Dougherty Arts Center,
1110 Barton Springs Rd.
www.7towerstheatre.com
Through Aug. 2
Running time: 2 hr.
We all search for something – long for something not currently present in our lives. Whether it’s what we need is irrelevant; it is the want which drives us. In Patrick Marber’s Closer, presented by 7 Towers Theatre Company, we are treated to an unforgiving barrage of raw, unchecked, and often misplaced desire – and the calamitous results of not knowing ourselves well enough.
Upon entering the space, one immediately recognizes the simplicity and intimacy achieved by set designer Chris Hejl, who has placed us not in the whole theatre space of the Dougherty Arts Center, but on the stage itself, the audience and players sharing a quaint three-sided thrust. Lighting/projection designer Courtney DeGinder’s video screens provide the backdrop, achieving a wonderful versatility throughout the piece with suggestions of various locales rather than cluttering up the space with set-pieces. The remaining stage is bare, filled sparingly only with the props and pieces necessary for each scene (seamlessly transported by the actors) and nothing more. It is the emotional states, or lack thereof, of the characters to which we’ll be drawn, and the space appropriately brings us, well, closer to them. (My apologies for that, it was unavoidable.)
Marber’s script is sparse and often formulaic, and its characters not incredibly well developed; we are provided with each character’s identity, profession, prowess at said profession, and a personal anecdote here and there, and that’s about it. This can be problematic in developing an audience connection, but director Amanda Gass conjures an apt vehicle to drive home the point: disconnection. Playwrights don’t make mistakes; they simply provide a road map for different interpretations of their ideas, and Gass has her cast tell Marber’s story through the unexpected yet ultimately satisfying lens of character collapse. Each of the four characters strives to love and for love, yet the proverbial stakes of the play are heightened through their paradoxical surrender to hormonal conflict and carnal desire. The mistakes we’ve all made in relationships past are on display in each character, and watching their choices inevitably lead them further from salvation is gleefully cathartic.
Like functional heroin addicts who no longer remember why they need their fix, only that they do, these characters exist on base instinct. Alice, played lovingly by Sara Cormier, is a question mark, an outsider both in age and geographical location. Cormier brings a stunning balance of independence and naivete to the role. Hejl, as Dan, skillfully decomposes throughout, each choice reflecting the last. His is a slow burn, and we believe he genuinely doesn’t quite understand what he’s done to deserve his outcome. As Larry, a swarthy David Boss wears his fist-shaped, blood-soaked heart on his sleeve, almost reveling in the pain his choices bring. Suzanne Balling endows Anna with a sense of urgency and agency, displaying full ownership of her actions and their consequences. It is acceptable that we never come to fully know these characters outside of their romantic/physical interludes; this is an emotional essay rather than a character study.

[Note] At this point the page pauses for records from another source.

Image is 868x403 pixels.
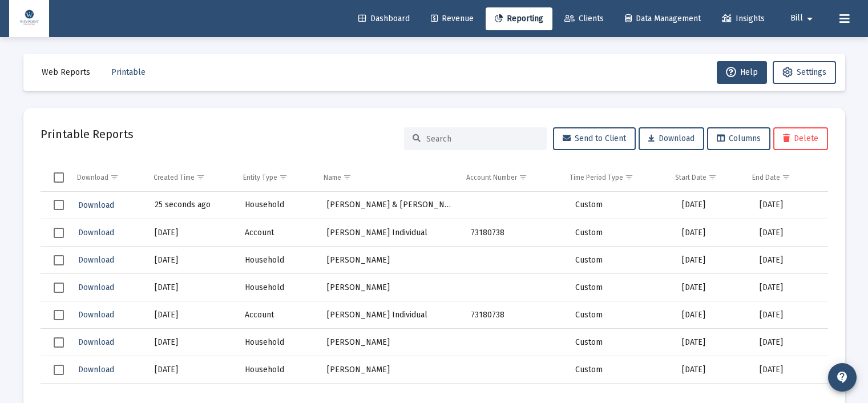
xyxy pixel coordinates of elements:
[319,191,464,219] td: [PERSON_NAME] & [PERSON_NAME]
[726,68,758,77] span: Help
[568,219,674,246] td: Custom
[18,7,41,30] img: Dashboard
[639,128,704,150] button: Download
[33,61,99,84] button: Web Reports
[237,191,318,219] td: Household
[431,13,473,24] span: Revenue
[722,13,765,24] span: Insights
[237,246,318,274] td: Household
[674,329,752,356] td: [DATE]
[349,7,419,30] a: Dashboard
[319,219,464,246] td: [PERSON_NAME] Individual
[568,274,674,301] td: Custom
[343,173,352,182] span: Show filter options for column 'Name'
[237,329,318,356] td: Household
[463,301,568,329] td: 73180738
[752,274,827,301] td: [DATE]
[717,61,767,84] button: Help
[773,61,836,84] button: Settings
[717,134,760,143] span: Columns
[147,356,237,384] td: [DATE]
[78,338,114,347] span: Download
[102,61,154,84] button: Printable
[463,219,568,246] td: 73180738
[53,310,64,321] div: Select row
[568,356,674,384] td: Custom
[78,310,114,320] span: Download
[562,164,667,191] td: Column Time Period Type
[648,134,694,143] span: Download
[562,134,626,143] span: Send to Client
[147,274,237,301] td: [DATE]
[145,164,234,191] td: Column Created Time
[707,128,770,150] button: Columns
[782,173,790,182] span: Show filter options for column 'End Date'
[752,356,827,384] td: [DATE]
[110,173,119,182] span: Show filter options for column 'Download'
[77,252,115,269] button: Download
[154,173,194,182] div: Created Time
[147,329,237,356] td: [DATE]
[53,338,64,347] div: Select row
[495,13,543,24] span: Reporting
[235,164,316,191] td: Column Entity Type
[315,164,458,191] td: Column Name
[237,219,318,246] td: Account
[486,7,553,30] a: Reporting
[752,173,780,182] div: End Date
[111,68,145,77] span: Printable
[674,219,752,246] td: [DATE]
[674,301,752,329] td: [DATE]
[568,191,674,219] td: Custom
[77,361,115,378] button: Download
[77,334,115,350] button: Download
[713,7,774,30] a: Insights
[78,200,114,210] span: Download
[53,392,64,402] div: Select row
[319,356,464,384] td: [PERSON_NAME]
[835,370,849,384] mat-icon: contact_support
[752,219,827,246] td: [DATE]
[708,173,717,182] span: Show filter options for column 'Start Date'
[147,219,237,246] td: [DATE]
[319,301,464,329] td: [PERSON_NAME] Individual
[458,164,562,191] td: Column Account Number
[77,173,108,182] div: Download
[421,7,483,30] a: Revenue
[197,173,205,182] span: Show filter options for column 'Created Time'
[53,200,64,210] div: Select row
[237,356,318,384] td: Household
[53,255,64,266] div: Select row
[77,279,115,295] button: Download
[147,191,237,219] td: 25 seconds ago
[570,173,623,182] div: Time Period Type
[78,228,114,237] span: Download
[777,7,830,30] button: Bill
[675,173,706,182] div: Start Date
[752,246,827,274] td: [DATE]
[147,246,237,274] td: [DATE]
[53,172,64,183] div: Select all
[674,191,752,219] td: [DATE]
[625,13,701,24] span: Data Management
[78,365,114,375] span: Download
[237,301,318,329] td: Account
[69,164,146,191] td: Column Download
[553,128,636,150] button: Send to Client
[667,164,744,191] td: Column Start Date
[783,134,818,143] span: Delete
[319,246,464,274] td: [PERSON_NAME]
[78,283,114,292] span: Download
[568,301,674,329] td: Custom
[752,329,827,356] td: [DATE]
[568,246,674,274] td: Custom
[319,274,464,301] td: [PERSON_NAME]
[625,173,634,182] span: Show filter options for column 'Time Period Type'
[358,13,410,24] span: Dashboard
[53,283,64,293] div: Select row
[319,329,464,356] td: [PERSON_NAME]
[78,255,114,265] span: Download
[565,13,604,24] span: Clients
[744,164,820,191] td: Column End Date
[53,365,64,375] div: Select row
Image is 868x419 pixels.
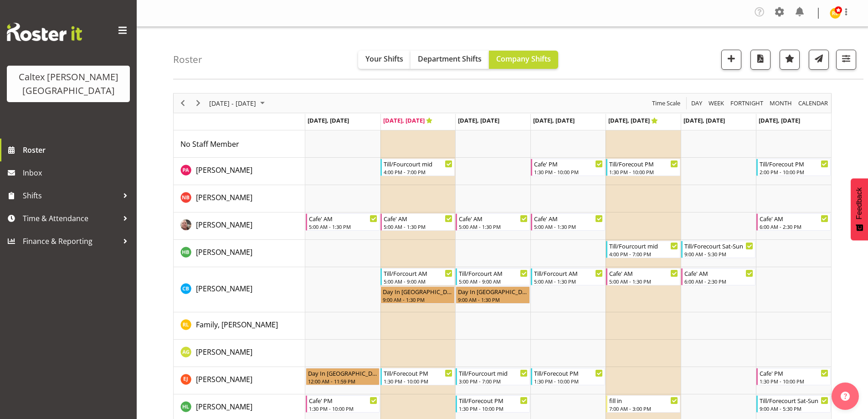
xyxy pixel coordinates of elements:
[384,368,452,378] div: Till/Forecout PM
[196,192,252,203] a: [PERSON_NAME]
[173,213,305,240] td: Braxton, Jeanette resource
[180,139,239,150] a: No Staff Member
[459,405,527,412] div: 1:30 PM - 10:00 PM
[707,97,725,109] span: Week
[533,117,575,125] span: [DATE], [DATE]
[384,378,452,385] div: 1:30 PM - 10:00 PM
[7,23,82,41] img: Rosterit website logo
[306,368,380,385] div: Johns, Erin"s event - Day In Lieu Begin From Monday, August 25, 2025 at 12:00:00 AM GMT+12:00 End...
[455,286,530,304] div: Bullock, Christopher"s event - Day In Lieu Begin From Wednesday, August 27, 2025 at 9:00:00 AM GM...
[729,97,764,109] span: Fortnight
[173,367,305,395] td: Johns, Erin resource
[531,268,605,286] div: Bullock, Christopher"s event - Till/Forcourt AM Begin From Thursday, August 28, 2025 at 5:00:00 A...
[459,278,527,285] div: 5:00 AM - 9:00 AM
[750,50,770,70] button: Download a PDF of the roster according to the set date range.
[196,219,252,230] a: [PERSON_NAME]
[759,117,800,125] span: [DATE], [DATE]
[196,283,252,294] a: [PERSON_NAME]
[681,241,755,258] div: Broome, Heath"s event - Till/Forecourt Sat-Sun Begin From Saturday, August 30, 2025 at 9:00:00 AM...
[208,97,269,109] button: August 2025
[459,368,527,378] div: Till/Fourcourt mid
[684,251,753,258] div: 9:00 AM - 5:30 PM
[809,50,828,70] button: Send a list of all shifts for the selected filtered period to all rostered employees.
[609,396,678,405] div: fill in
[690,97,703,109] span: Day
[307,117,349,125] span: [DATE], [DATE]
[455,268,530,286] div: Bullock, Christopher"s event - Till/Forcourt AM Begin From Wednesday, August 27, 2025 at 5:00:00 ...
[384,168,452,175] div: 4:00 PM - 7:00 PM
[759,223,828,230] div: 6:00 AM - 2:30 PM
[609,405,678,412] div: 7:00 AM - 3:00 PM
[366,54,403,64] span: Your Shifts
[609,241,678,251] div: Till/Fourcourt mid
[380,286,455,304] div: Bullock, Christopher"s event - Day In Lieu Begin From Tuesday, August 26, 2025 at 9:00:00 AM GMT+...
[768,97,793,109] button: Timeline Month
[729,97,765,109] button: Fortnight
[208,97,257,109] span: [DATE] - [DATE]
[606,159,680,176] div: Atherton, Peter"s event - Till/Forecout PM Begin From Friday, August 29, 2025 at 1:30:00 PM GMT+1...
[759,378,828,385] div: 1:30 PM - 10:00 PM
[23,212,118,226] span: Time & Attendance
[759,168,828,175] div: 2:00 PM - 10:00 PM
[306,395,380,413] div: Lewis, Hayden"s event - Cafe' PM Begin From Monday, August 25, 2025 at 1:30:00 PM GMT+12:00 Ends ...
[455,213,530,231] div: Braxton, Jeanette"s event - Cafe' AM Begin From Wednesday, August 27, 2025 at 5:00:00 AM GMT+12:0...
[173,240,305,267] td: Broome, Heath resource
[759,405,828,412] div: 9:00 AM - 5:30 PM
[534,378,603,385] div: 1:30 PM - 10:00 PM
[192,97,204,109] button: Next
[23,143,132,157] span: Roster
[756,368,830,385] div: Johns, Erin"s event - Cafe' PM Begin From Sunday, August 31, 2025 at 1:30:00 PM GMT+12:00 Ends At...
[380,368,455,385] div: Johns, Erin"s event - Till/Forecout PM Begin From Tuesday, August 26, 2025 at 1:30:00 PM GMT+12:0...
[534,368,603,378] div: Till/Forecout PM
[173,312,305,340] td: Family, Lewis resource
[308,368,378,378] div: Day In [GEOGRAPHIC_DATA]
[759,214,828,223] div: Cafe' AM
[308,378,378,385] div: 12:00 AM - 11:59 PM
[458,296,527,303] div: 9:00 AM - 1:30 PM
[684,269,753,278] div: Cafe' AM
[797,97,828,109] span: calendar
[841,392,849,401] img: help-xxl-2.png
[196,347,252,357] a: [PERSON_NAME]
[796,97,830,109] button: Month
[531,368,605,385] div: Johns, Erin"s event - Till/Forecout PM Begin From Thursday, August 28, 2025 at 1:30:00 PM GMT+12:...
[196,374,252,385] span: [PERSON_NAME]
[306,213,380,231] div: Braxton, Jeanette"s event - Cafe' AM Begin From Monday, August 25, 2025 at 5:00:00 AM GMT+12:00 E...
[721,50,741,70] button: Add a new shift
[459,378,527,385] div: 3:00 PM - 7:00 PM
[609,168,678,175] div: 1:30 PM - 10:00 PM
[459,223,527,230] div: 5:00 AM - 1:30 PM
[768,97,792,109] span: Month
[609,251,678,258] div: 4:00 PM - 7:00 PM
[196,319,278,330] a: Family, [PERSON_NAME]
[16,70,121,97] div: Caltex [PERSON_NAME][GEOGRAPHIC_DATA]
[173,340,305,367] td: Grant, Adam resource
[756,159,830,176] div: Atherton, Peter"s event - Till/Forecout PM Begin From Sunday, August 31, 2025 at 2:00:00 PM GMT+1...
[684,241,753,251] div: Till/Forecourt Sat-Sun
[190,93,206,112] div: next period
[196,402,252,412] span: [PERSON_NAME]
[855,188,863,219] span: Feedback
[23,234,118,248] span: Finance & Reporting
[534,269,603,278] div: Till/Forcourt AM
[309,223,378,230] div: 5:00 AM - 1:30 PM
[196,165,252,175] span: [PERSON_NAME]
[196,284,252,294] span: [PERSON_NAME]
[23,189,118,202] span: Shifts
[759,159,828,168] div: Till/Forecout PM
[173,185,305,213] td: Berkely, Noah resource
[608,117,658,125] span: [DATE], [DATE]
[496,54,551,64] span: Company Shifts
[382,296,452,303] div: 9:00 AM - 1:30 PM
[756,213,830,231] div: Braxton, Jeanette"s event - Cafe' AM Begin From Sunday, August 31, 2025 at 6:00:00 AM GMT+12:00 E...
[383,117,433,125] span: [DATE], [DATE]
[455,368,530,385] div: Johns, Erin"s event - Till/Fourcourt mid Begin From Wednesday, August 27, 2025 at 3:00:00 PM GMT+...
[358,51,410,69] button: Your Shifts
[455,395,530,413] div: Lewis, Hayden"s event - Till/Forecout PM Begin From Wednesday, August 27, 2025 at 1:30:00 PM GMT+...
[196,164,252,175] a: [PERSON_NAME]
[534,168,603,175] div: 1:30 PM - 10:00 PM
[683,117,725,125] span: [DATE], [DATE]
[606,395,680,413] div: Lewis, Hayden"s event - fill in Begin From Friday, August 29, 2025 at 7:00:00 AM GMT+12:00 Ends A...
[489,51,558,69] button: Company Shifts
[177,97,189,109] button: Previous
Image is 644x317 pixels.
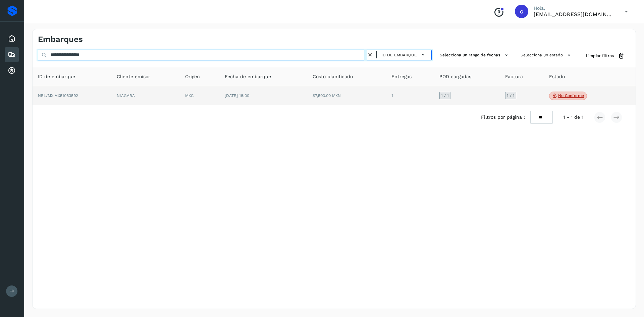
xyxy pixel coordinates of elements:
span: 1 - 1 de 1 [564,114,584,121]
span: [DATE] 18:00 [225,93,249,98]
p: No conforme [558,93,584,98]
span: Cliente emisor [117,73,150,80]
span: Costo planificado [313,73,353,80]
div: Inicio [5,31,19,46]
button: Selecciona un estado [518,50,575,60]
span: 1 / 1 [441,93,449,98]
span: ID de embarque [38,73,75,80]
p: Hola, [534,6,615,11]
button: Selecciona un rango de fechas [437,50,513,60]
button: ID de embarque [380,50,429,60]
span: NBL/MX.MX51083592 [38,93,78,98]
span: Filtros por página : [481,114,525,121]
span: Factura [505,73,523,80]
span: Entregas [391,73,412,80]
span: Origen [185,73,200,80]
div: Embarques [5,47,19,62]
span: 1 / 1 [507,93,515,98]
td: $7,500.00 MXN [308,86,386,106]
td: NIAGARA [111,86,180,106]
span: Limpiar filtros [586,53,614,59]
span: ID de embarque [382,52,417,58]
span: Estado [549,73,565,80]
span: Fecha de embarque [225,73,271,80]
p: cuentas3@enlacesmet.com.mx [534,11,615,17]
h4: Embarques [38,35,83,44]
div: Cuentas por cobrar [5,64,19,78]
td: 1 [386,86,434,106]
span: POD cargadas [440,73,471,80]
td: MXC [180,86,219,106]
button: Limpiar filtros [581,50,630,62]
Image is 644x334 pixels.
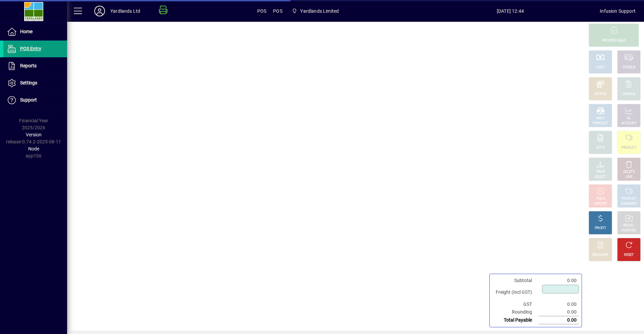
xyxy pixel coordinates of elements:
td: Total Payable [492,316,539,324]
div: PRODUCT [592,121,608,126]
span: Yardlands Limited [300,5,339,16]
span: [DATE] 12:44 [421,5,600,16]
button: Profile [89,5,111,17]
div: HOLD [596,196,605,201]
div: DELETE [623,169,635,175]
td: 0.00 [539,308,579,316]
td: 0.00 [539,277,579,285]
div: PROCESS SALE [602,38,625,43]
span: Support [20,97,37,103]
span: Reports [20,63,36,68]
span: POS Entry [20,46,41,51]
a: Settings [3,75,67,91]
div: Infusion Support [600,5,635,16]
div: LINE [625,175,632,179]
div: SUMMARY [620,201,637,206]
div: NOTE [596,145,605,150]
span: Home [20,29,33,34]
div: PRODUCT [621,196,636,201]
span: Node [28,146,39,152]
td: 0.00 [539,316,579,324]
div: INVOICES [622,228,635,233]
a: Support [3,92,67,108]
div: PROFIT [594,226,606,230]
div: RECALL [623,223,635,228]
span: POS [273,5,283,16]
div: RESET [624,253,634,257]
td: 0.00 [539,301,579,308]
div: ACCOUNT [621,121,636,126]
a: Home [3,23,67,40]
span: POS [257,5,266,16]
div: DISCOUNT [592,253,608,257]
div: INVOICE [594,201,606,206]
td: Rounding [492,308,539,316]
div: CHEQUE [622,65,635,70]
div: GL [627,116,631,121]
div: EFTPOS [594,92,607,97]
td: Subtotal [492,277,539,285]
div: MISC [596,116,605,121]
a: Reports [3,58,67,74]
div: CASH [596,65,605,70]
span: Yardlands Limited [289,5,341,17]
div: Yardlands Ltd [111,5,140,16]
div: PRODUCT [621,145,636,150]
div: PRICE [596,169,605,175]
span: Settings [20,80,37,85]
td: Freight (Incl GST) [492,285,539,301]
div: SELECT [594,175,606,179]
td: GST [492,301,539,308]
span: Version [26,132,42,138]
div: CHARGE [622,92,635,97]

7 Towers’ production thankfully never derails into sex romp or rom-com. Instead, we’re graced with a portrait of the consequences resulting from the disconnect between love and sex. Gass and her team ably show us the pitfalls of confusing the latter for the former, and the turmoil left in the wake of an individual’s misguided pursuit of instant gratification. In all, Closer is a purposefully beautiful disaster that will leave audiences feeling exposed and keenly aware of the tightrope that is right and wrong.
This article appears in July 24 • 2015.